K. Mehlhorn introduced a class of polynomial time computable operators in order to study poly time reducibilities between functions. This class is de ned using a generalization of A. Cobham's de nition of feasibility for type 1 functions to type 2 functionals. Cobham's feasible functions are equivalent to the familiar poly time functions. We generalize this equivalence to type 2 functionals. This requires a de nition of the notion`poly time in the length of type 1 inputs'. The proof of this equivalence is not a simple generalization of the proof for type 1 functions; it depends on the fact that Mehlhorn's class is closed under a strong form of simultaneous limited recursion on notation, and requires an analysis of the structure of oracle queries in time bounded computations. Key words. type 2 computability, polynomialtime, notational recursion, oracle Turing machine AMS subject classi cations. 68Q05,68Q15,03D65,03D20 2. A Computational Model for Functionals. Our model for type 2 computability is a generalization of the familiar multi-tape oracle Turing machine (OTM). However, we allow arbitrary type 1 functions as oracles, rather than subsets of N. Note A preliminary version of this paper appeared as 7].
The dynamic graph connectivity problem is the following: given a graph on a fixed set of n nodes which is undergoing a sequence of edge insertions and deletions, answer queries of the form q(a, b): "Is there a path between nodes a and b?" While data structures for this problem with polylogarithmic amortized time per operation have been known since the mid-1990's, these data structures have Θ(n) worst case time. In fact, no previously known solution has worst case time per operation which is o(√ n). We present a solution with worst case times O(log 4 n) per edge insertion, O(log 5 n) per edge deletion, and O(log n/ log log n) per query. The answer to each query is correct if the answer is "yes" and is correct with high probability if the answer is "no". The data structure is based on a simple novel idea which can be used to quickly identify an edge in a cutset. Our technique can be used to simplify and significantly speed up the preprocessing time for the emergency planning problem while matching previous bounds for an update, and to approximate the sizes of cutsets of dynamic graphs in timẽ O(min{|S|, |V \ S|}) for an oblivious adversary.
We resolve two long-standing open problems in distributed computation by showing that both Byzantine agreement and Leader Election can be solved in sub-exponential time in the asynchronous full information model. Surprisingly, our protocols for both problems run in only polylogarithmic time. We thus achieve a better than exponential speedup over previous results for asynchronous Byzantine agreement. In addition, to the best of our knowledge, ours is the first protocol for asynchronous full-information leader election. Our protocols work in the full information model with a non-adaptive adversary: the adversary is assumed to control up to a constant fraction of the processors, have unlimited computational power as well as access to all communications, but no access to processors' private random bits. The adversary is non-adaptive only in the sense that the corrupted processors must be chosen at the outset. Our protocols run in time that is polylogarithmic in the number of processors, n, and tolerate t < n 6+ faulty processors for any positive constant . Our protocols are Monte Carlo, succeeding with probability 1 − o(1) for Byzantine agreement, and constant probability for leader election.
Computational Indistinguishability Logic (CIL) is a logic for reasoning about cryptographic primitives in computational models. It captures reasoning patterns that are common in provable security, such as simulations and reductions. CIL is sound for the standard model, but also supports reasoning in the random oracle and other idealized models. We illustrate the benefits of CIL by formally proving the security of the probabilistic signature scheme (PSS).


What is expected
For this task, output exactly the lines of the material below starting at the line with "Return human face" and ending at the line with "Identify *human face*"; pictures are to be excluded.

Data to use
-- Opening Marker --

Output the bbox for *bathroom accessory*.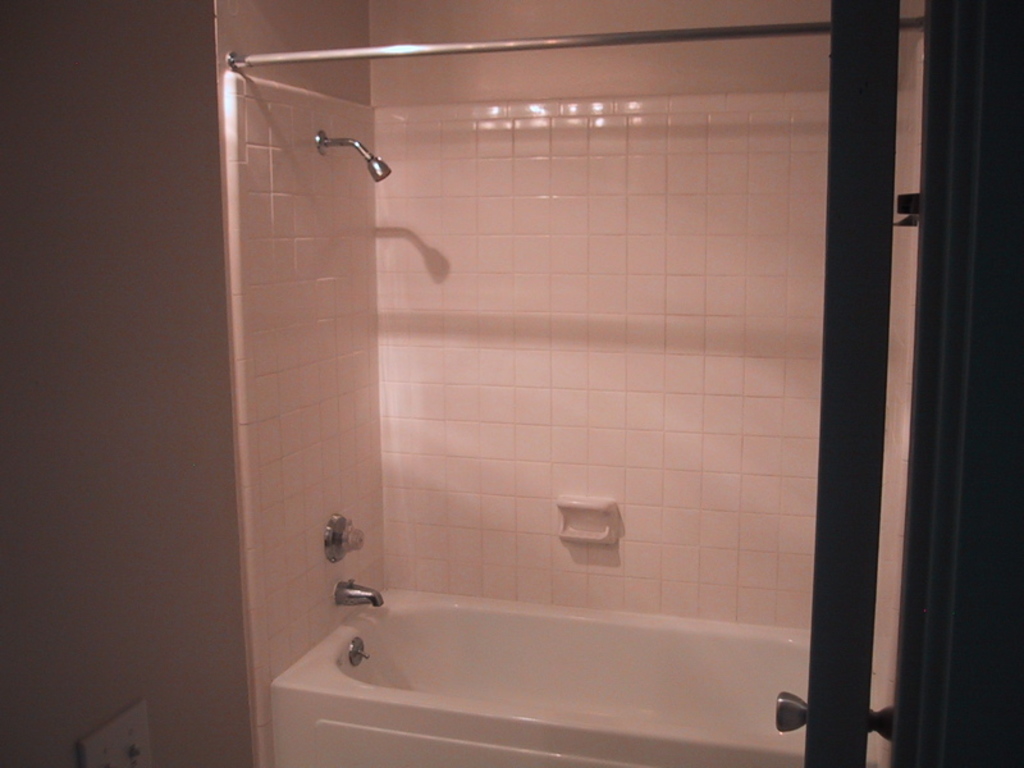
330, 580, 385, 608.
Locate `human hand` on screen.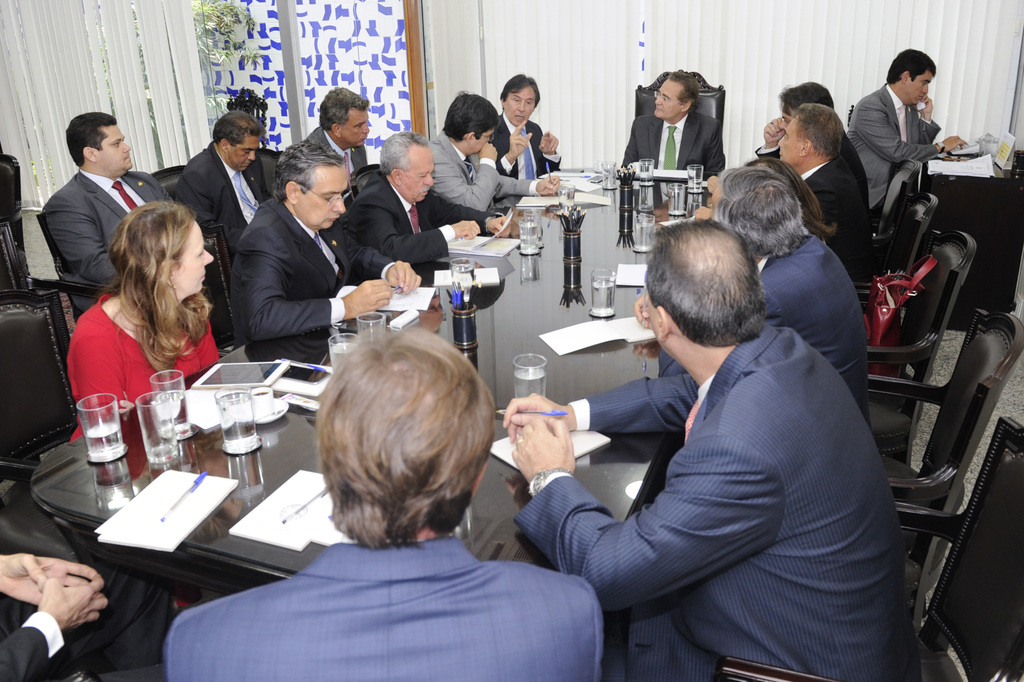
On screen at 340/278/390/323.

-- Closing Marker --
-- Opening Marker --

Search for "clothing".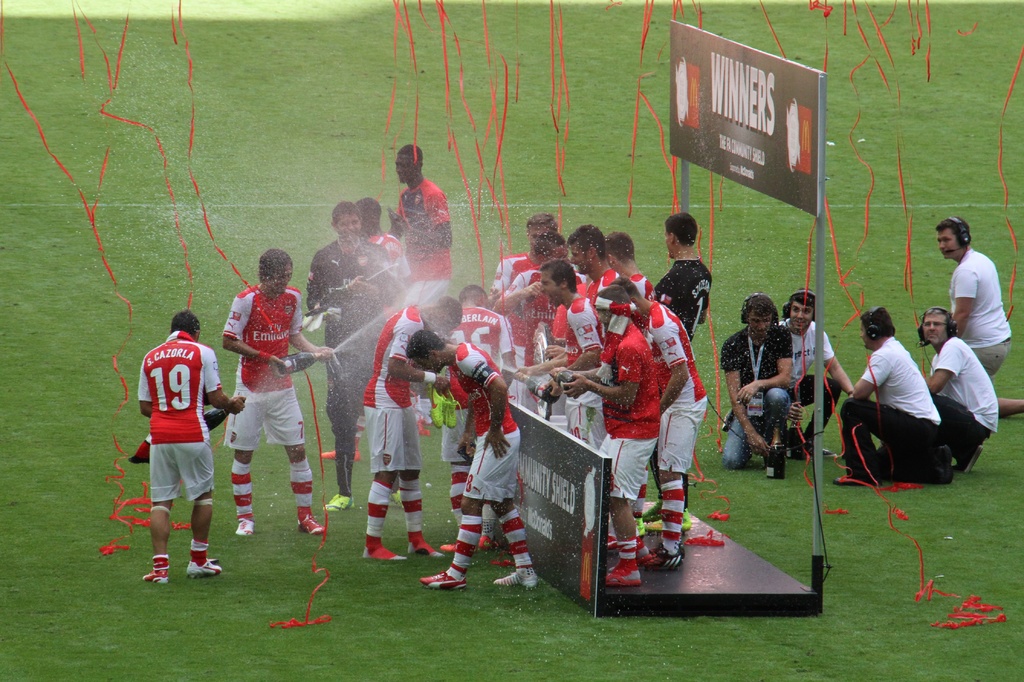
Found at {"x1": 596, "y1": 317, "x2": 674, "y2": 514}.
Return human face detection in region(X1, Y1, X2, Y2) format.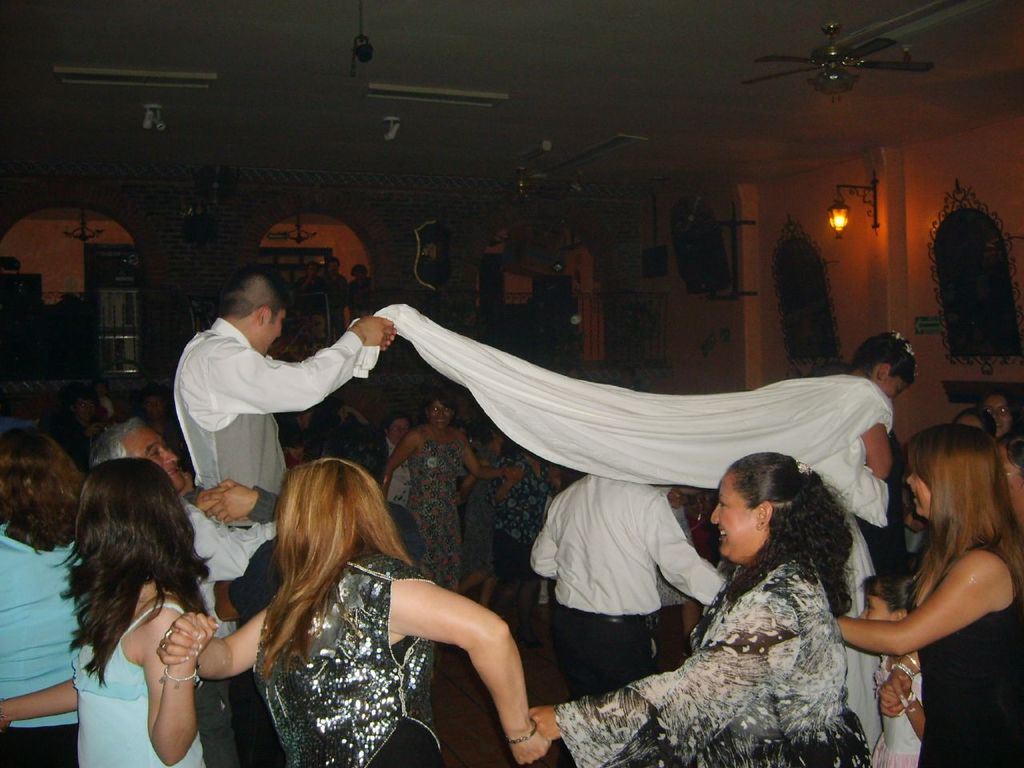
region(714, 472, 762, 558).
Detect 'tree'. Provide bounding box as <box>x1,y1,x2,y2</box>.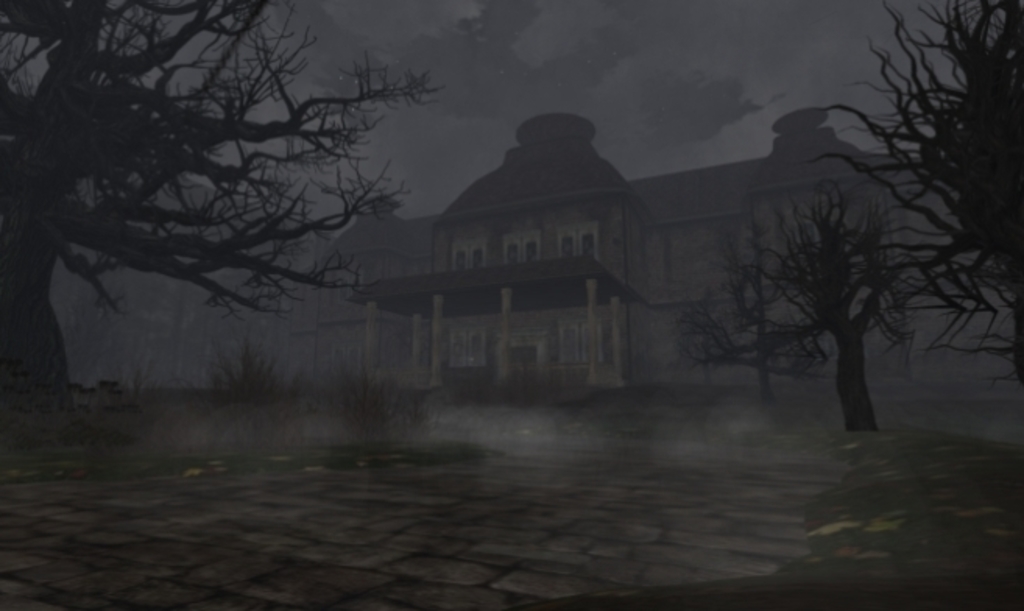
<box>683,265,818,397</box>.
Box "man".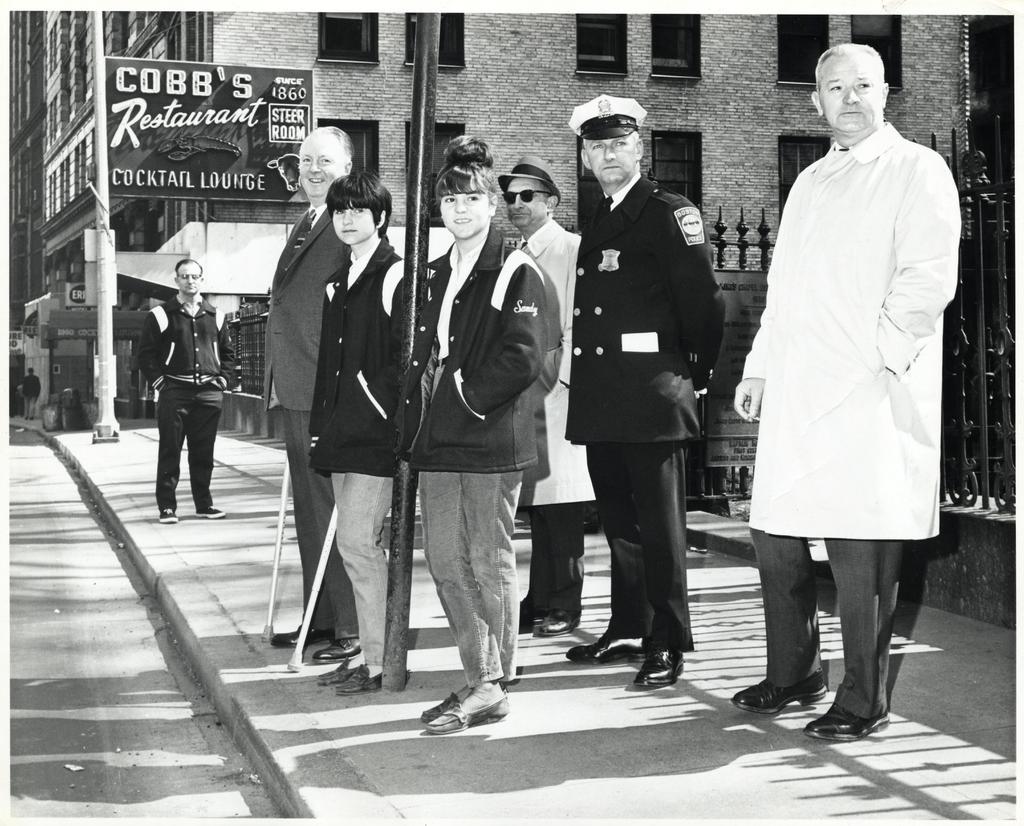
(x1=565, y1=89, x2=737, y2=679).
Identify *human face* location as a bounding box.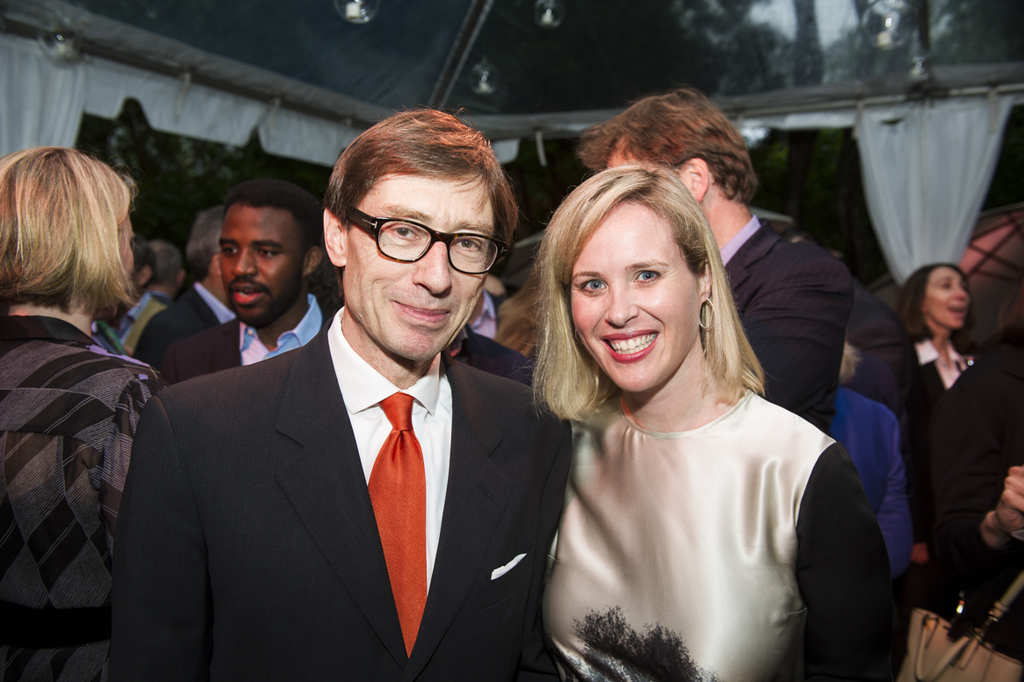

-- Closing Marker --
-- Opening Marker --

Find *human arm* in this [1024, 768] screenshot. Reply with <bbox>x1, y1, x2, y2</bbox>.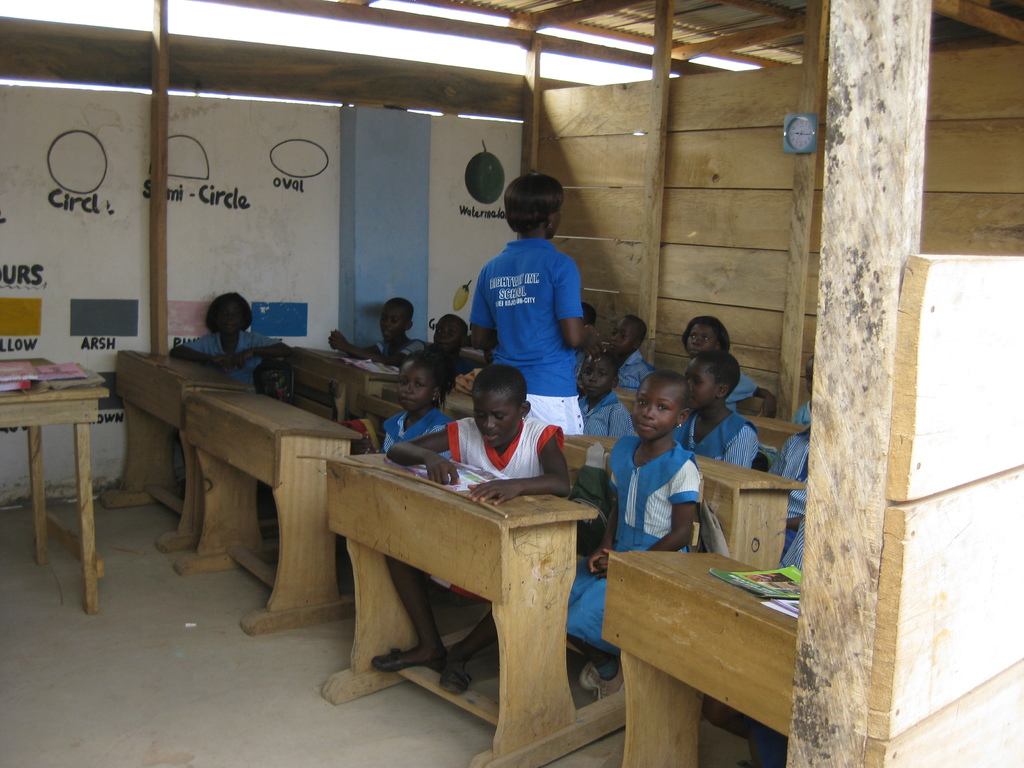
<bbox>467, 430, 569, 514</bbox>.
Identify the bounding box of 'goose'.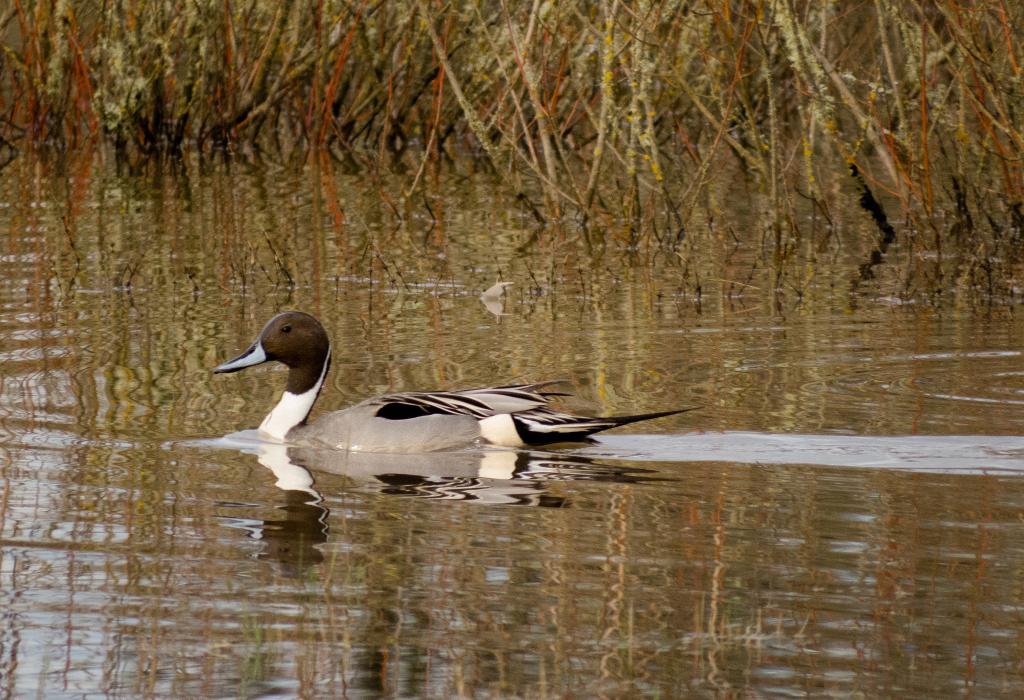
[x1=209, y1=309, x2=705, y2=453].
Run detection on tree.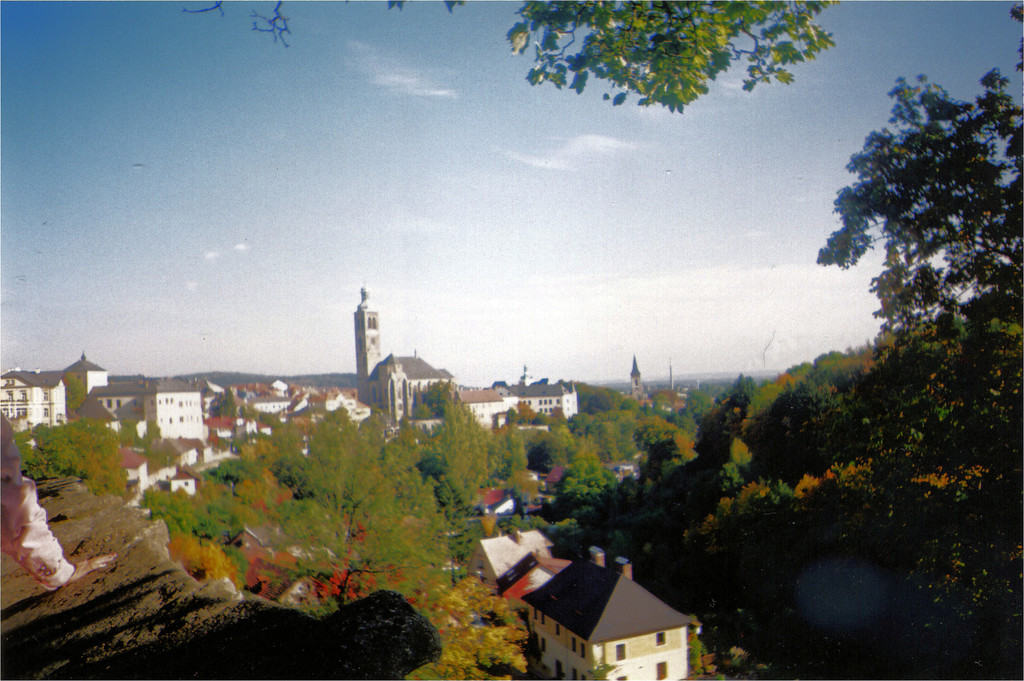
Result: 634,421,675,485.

-- Closing Marker --

Task solution
Return human face detection in region(X1, Y1, X2, Y2) format.
region(714, 472, 762, 558).
Detect 'tree'. Provide bounding box as <box>x1,y1,x2,y2</box>.
<box>683,265,818,397</box>.
Box "man".
(x1=565, y1=89, x2=737, y2=679).
Identify *human face* location as a bounding box.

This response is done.